Prehistoric distressed wolves looked different from those in ‘Game of Thrones’, the study indicates

It was previously believed that the giant, bone-breaking species of distressed wolf that roamed North America until about 12,000 years ago is closely related to live wolves.

The depiction was enhanced by the HBO television series ‘Game of Thrones’, which presented a fairly accurate representation of the now extinct animals. They were known as the symbol of House Stark, known for inhabiting the cold northern lands of George RR Martin’s mythical world Westeros.

However, according to the study published in the journal Nature on Wednesday, prehistoric distressed wolves were not closely related to modern wolves – and it seems that they may not have been quite as suitable for the cold.

“I certainly do not think the average horrible wolf would have been excited about life in frozen Winterfell,” said Angela Perri, a zoologist at Durham University in the UK and lead author of the study. Winterfell is the ancestral castle of House Strong.

Scientists have assumed that serious wolves were crossed with gray wolves and other related species, as most living animals (dog-like) species can – including prairie birds, foxes and domestic dogs. But the new study reveals that serious wolves belong to an ancient breed that is so different from other dogs that they have not been crossed.

And if they had not been crucified, the researchers argue, serious wolves could not have acquired traits to help them survive in rapidly changing environments at the end of the last ice age – about the time they became extinct.

“Dirty wolves just didn’t seem to have the ability to adapt,” Perri said.

Other reasons for their disappearance could be the extinction of many of their prey species in the warming environment, such as horses, camels and mammoths – possibly some of them at the hands of early Americans, who arrived there around the same time. Or it could be that serious wolves have fallen victim to diseases brought on by other wolf and coyote species that have developed in Eurasia, she said.

Dirty wolves were a prominent predator in prehistoric North America; they were larger than modern gray wolves – about half as big again – and had a bite that could crush bones.John Campbell Merriam / via the American National Museum

Terrible wolf fossils have been found at numerous sites in North and South America, mostly in lowlands and in warm climates. Perri said she thinks cruel wolves in real life had short coats suitable for hot weather, rather than the thick, bushy fur depicted in the fantasy television series.

‘I suspect Nymeria, Ghost and Lady [three of the dire wolves in “Game of Thrones”] would look more like one of the more adapted dogs like dholes, ”she said, referring to a species also known as the short-haired Asian wild dog.

Perri and her colleagues have been collecting potential samples of ancient DNA from serious fossils of wolves for years, which have been found at about 150 archeological sites.

Co-author Laurent Frantz, a professor of paleogenetics at the Ludwig Maximilian University of Munich in Germany, said the study used ancient DNA obtained from the teeth and dense upper bones of five of the fossils.

By comparing the ancient DNA with genetic material from other dogs, they found that the direct wolf was the closest living relative, the African fox, which set out about 5.1 million years ago, while the closest living wolves were about 5, 7 million years ago.

“It’s much longer than we would think,” Frantz said. “We’ve been thinking more for tens of thousands of years.”

It is likely that the ancestors of distressed wolves occupied the Americas before the last ice age, and that serious wolves evolved over millions of years alone, while the gray wolf (canis lupus) evolved in Eurasia and migrated to the Americas relatively recently, perhaps within the last 50,000 years, he said.

“It’s a fascinating result,” said Robert Dundas, a vertebrate paleontologist and professor at California State University, Fresno, who did research on the Ice Age mammals and was not involved in the study.

Two horrible wolves fight in a 1913 illustration with a saber-toothed cat over a giant carcass at La Brea tar pits.Robert Bruce Horsfall / via Smithsonian Institute

The finding that distressed wolves do not cross with other species, unlike almost all living dogs, may have implications for the causes of their extinction.

“The animals that could cross … maybe they had a selective advantage,” he said.

Mairin Balisi, a paleontologist from the Los Angeles County Natural History Museum who worked with serious wolf fossils from La Brea tar pits, said the new research calls for reconsideration.

“Much of the behavior of distressed wolves that we have inferred was the implicit assumption that the gray wolf is their closest living relative,” she said. “But it shows that’s not the case.”

Yet it is likely that predatory wolves were a pack animal, like gray wolves, and not solitary predators like foxes. One reason is that some of La Brea’s gruesome wolf fossils show that they have healed from debilitating injuries such as broken bones, suggesting that their pack provided them with food if they could not hunt, she said.

The tar pits at La Brea are a hotbed for troubled wolves where more than 4,000 of their fossils have been found since excavations began there in the early 20th century.

“It would be nice to have a sample size of 10 for a certain species, but we were lucky,” Balisi said. “It was unfortunate for the animal, but fortunate for paleontologists.”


**REQUIRED ACTION**:
Leaving the pictures aside, restate all of the data exactly.

━━━━━ MATERIAL TO PROCESS

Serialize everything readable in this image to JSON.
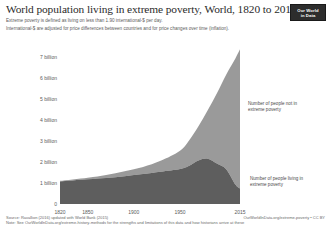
{
  "header": {
    "title": "World population living in extreme poverty, World, 1820 to 2015",
    "subtitle_line1": "Extreme poverty is defined as living on less than 1.90 international-$ per day.",
    "subtitle_line2": "International-$ are adjusted for price differences between countries and for price changes over time (inflation).",
    "logo_line1": "Our World",
    "logo_line2": "in Data"
  },
  "annotations": {
    "upper": "Number of people not in extreme poverty",
    "lower": "Number of people living in extreme poverty"
  },
  "footer": {
    "source": "Source: Ravallion (2016) updated with World Bank (2015)",
    "note": "Note: See OurWorldInData.org/extreme-history-methods for the strengths and limitations of this data and how historians arrive at these",
    "credit": "OurWorldInData.org/extreme-poverty  •  CC BY"
  },
  "colors": {
    "not_in_poverty": "#9a9a9a",
    "in_poverty": "#5e5e5e",
    "text": "#2b2b2b",
    "muted": "#5a5a5a",
    "logo_bg": "#2d2d2d"
  },
  "chart_data": {
    "type": "area",
    "stacked": true,
    "title": "World population living in extreme poverty, World, 1820 to 2015",
    "xlabel": "",
    "ylabel": "",
    "xlim": [
      1820,
      2015
    ],
    "ylim": [
      0,
      7.5
    ],
    "grid": false,
    "legend_position": "inline-annotations",
    "y_tick_labels": [
      "0",
      "1 billion",
      "2 billion",
      "3 billion",
      "4 billion",
      "5 billion",
      "6 billion",
      "7 billion"
    ],
    "y_tick_values": [
      0,
      1,
      2,
      3,
      4,
      5,
      6,
      7
    ],
    "x_tick_labels": [
      "1820",
      "1850",
      "1900",
      "1950",
      "2015"
    ],
    "x_tick_values": [
      1820,
      1850,
      1900,
      1950,
      2015
    ],
    "x": [
      1820,
      1850,
      1870,
      1890,
      1910,
      1929,
      1950,
      1960,
      1970,
      1980,
      1990,
      2000,
      2010,
      2015
    ],
    "series": [
      {
        "name": "Number of people living in extreme poverty",
        "color": "#5e5e5e",
        "values": [
          1.07,
          1.17,
          1.23,
          1.32,
          1.42,
          1.53,
          1.66,
          1.82,
          2.07,
          2.15,
          1.92,
          1.65,
          0.92,
          0.73
        ]
      },
      {
        "name": "Number of people not in extreme poverty",
        "color": "#9a9a9a",
        "values": [
          0.03,
          0.08,
          0.15,
          0.23,
          0.34,
          0.52,
          0.87,
          1.21,
          1.62,
          2.3,
          3.34,
          4.49,
          5.99,
          6.61
        ]
      }
    ],
    "total_values": [
      1.1,
      1.25,
      1.38,
      1.55,
      1.76,
      2.05,
      2.53,
      3.03,
      3.69,
      4.45,
      5.26,
      6.14,
      6.91,
      7.34
    ]
  }
}
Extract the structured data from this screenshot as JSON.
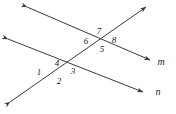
{
  "figure": {
    "background_color": "#ffffff",
    "stroke_color": "#3a3a3a",
    "text_color": "#1a1a1a",
    "lines": [
      {
        "name": "transversal",
        "label": "",
        "x1": 10,
        "y1": 102,
        "x2": 146,
        "y2": 7,
        "arrow_start": true,
        "arrow_end": true
      },
      {
        "name": "line-m",
        "label": "m",
        "label_x": 161,
        "label_y": 62,
        "x1": 27,
        "y1": 7,
        "x2": 150,
        "y2": 60,
        "arrow_start": true,
        "arrow_end": true
      },
      {
        "name": "line-n",
        "label": "n",
        "label_x": 158,
        "label_y": 92,
        "x1": 8,
        "y1": 39,
        "x2": 143,
        "y2": 92,
        "arrow_start": true,
        "arrow_end": true
      }
    ],
    "intersections": [
      {
        "name": "upper-intersection",
        "x": 100,
        "y": 40
      },
      {
        "name": "lower-intersection",
        "x": 57,
        "y": 74
      }
    ],
    "angle_labels": [
      {
        "id": "1",
        "text": "1",
        "x": 39,
        "y": 72
      },
      {
        "id": "2",
        "text": "2",
        "x": 59,
        "y": 81
      },
      {
        "id": "3",
        "text": "3",
        "x": 73,
        "y": 71
      },
      {
        "id": "4",
        "text": "4",
        "x": 57,
        "y": 63
      },
      {
        "id": "5",
        "text": "5",
        "x": 102,
        "y": 49
      },
      {
        "id": "6",
        "text": "6",
        "x": 86,
        "y": 41
      },
      {
        "id": "7",
        "text": "7",
        "x": 99,
        "y": 31
      },
      {
        "id": "8",
        "text": "8",
        "x": 114,
        "y": 40
      }
    ]
  }
}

━━━━━━━━━━

**ANSWER TO THIS TASK**:
Serialize everything readable in this image to JSON.
{
  "header": {
    "title": "World population living in extreme poverty, World, 1820 to 2015",
    "subtitle_line1": "Extreme poverty is defined as living on less than 1.90 international-$ per day.",
    "subtitle_line2": "International-$ are adjusted for price differences between countries and for price changes over time (inflation).",
    "logo_line1": "Our World",
    "logo_line2": "in Data"
  },
  "annotations": {
    "upper": "Number of people not in extreme poverty",
    "lower": "Number of people living in extreme poverty"
  },
  "footer": {
    "source": "Source: Ravallion (2016) updated with World Bank (2015)",
    "note": "Note: See OurWorldInData.org/extreme-history-methods for the strengths and limitations of this data and how historians arrive at these",
    "credit": "OurWorldInData.org/extreme-poverty  •  CC BY"
  },
  "colors": {
    "not_in_poverty": "#9a9a9a",
    "in_poverty": "#5e5e5e",
    "text": "#2b2b2b",
    "muted": "#5a5a5a",
    "logo_bg": "#2d2d2d"
  },
  "chart_data": {
    "type": "area",
    "stacked": true,
    "title": "World population living in extreme poverty, World, 1820 to 2015",
    "xlabel": "",
    "ylabel": "",
    "xlim": [
      1820,
      2015
    ],
    "ylim": [
      0,
      7.5
    ],
    "grid": false,
    "legend_position": "inline-annotations",
    "y_tick_labels": [
      "0",
      "1 billion",
      "2 billion",
      "3 billion",
      "4 billion",
      "5 billion",
      "6 billion",
      "7 billion"
    ],
    "y_tick_values": [
      0,
      1,
      2,
      3,
      4,
      5,
      6,
      7
    ],
    "x_tick_labels": [
      "1820",
      "1850",
      "1900",
      "1950",
      "2015"
    ],
    "x_tick_values": [
      1820,
      1850,
      1900,
      1950,
      2015
    ],
    "x": [
      1820,
      1850,
      1870,
      1890,
      1910,
      1929,
      1950,
      1960,
      1970,
      1980,
      1990,
      2000,
      2010,
      2015
    ],
    "series": [
      {
        "name": "Number of people living in extreme poverty",
        "color": "#5e5e5e",
        "values": [
          1.07,
          1.17,
          1.23,
          1.32,
          1.42,
          1.53,
          1.66,
          1.82,
          2.07,
          2.15,
          1.92,
          1.65,
          0.92,
          0.73
        ]
      },
      {
        "name": "Number of people not in extreme poverty",
        "color": "#9a9a9a",
        "values": [
          0.03,
          0.08,
          0.15,
          0.23,
          0.34,
          0.52,
          0.87,
          1.21,
          1.62,
          2.3,
          3.34,
          4.49,
          5.99,
          6.61
        ]
      }
    ],
    "total_values": [
      1.1,
      1.25,
      1.38,
      1.55,
      1.76,
      2.05,
      2.53,
      3.03,
      3.69,
      4.45,
      5.26,
      6.14,
      6.91,
      7.34
    ]
  }
}
Extract the structured data from this screenshot as JSON.
{
  "figure": {
    "background_color": "#ffffff",
    "stroke_color": "#3a3a3a",
    "text_color": "#1a1a1a",
    "lines": [
      {
        "name": "transversal",
        "label": "",
        "x1": 10,
        "y1": 102,
        "x2": 146,
        "y2": 7,
        "arrow_start": true,
        "arrow_end": true
      },
      {
        "name": "line-m",
        "label": "m",
        "label_x": 161,
        "label_y": 62,
        "x1": 27,
        "y1": 7,
        "x2": 150,
        "y2": 60,
        "arrow_start": true,
        "arrow_end": true
      },
      {
        "name": "line-n",
        "label": "n",
        "label_x": 158,
        "label_y": 92,
        "x1": 8,
        "y1": 39,
        "x2": 143,
        "y2": 92,
        "arrow_start": true,
        "arrow_end": true
      }
    ],
    "intersections": [
      {
        "name": "upper-intersection",
        "x": 100,
        "y": 40
      },
      {
        "name": "lower-intersection",
        "x": 57,
        "y": 74
      }
    ],
    "angle_labels": [
      {
        "id": "1",
        "text": "1",
        "x": 39,
        "y": 72
      },
      {
        "id": "2",
        "text": "2",
        "x": 59,
        "y": 81
      },
      {
        "id": "3",
        "text": "3",
        "x": 73,
        "y": 71
      },
      {
        "id": "4",
        "text": "4",
        "x": 57,
        "y": 63
      },
      {
        "id": "5",
        "text": "5",
        "x": 102,
        "y": 49
      },
      {
        "id": "6",
        "text": "6",
        "x": 86,
        "y": 41
      },
      {
        "id": "7",
        "text": "7",
        "x": 99,
        "y": 31
      },
      {
        "id": "8",
        "text": "8",
        "x": 114,
        "y": 40
      }
    ]
  }
}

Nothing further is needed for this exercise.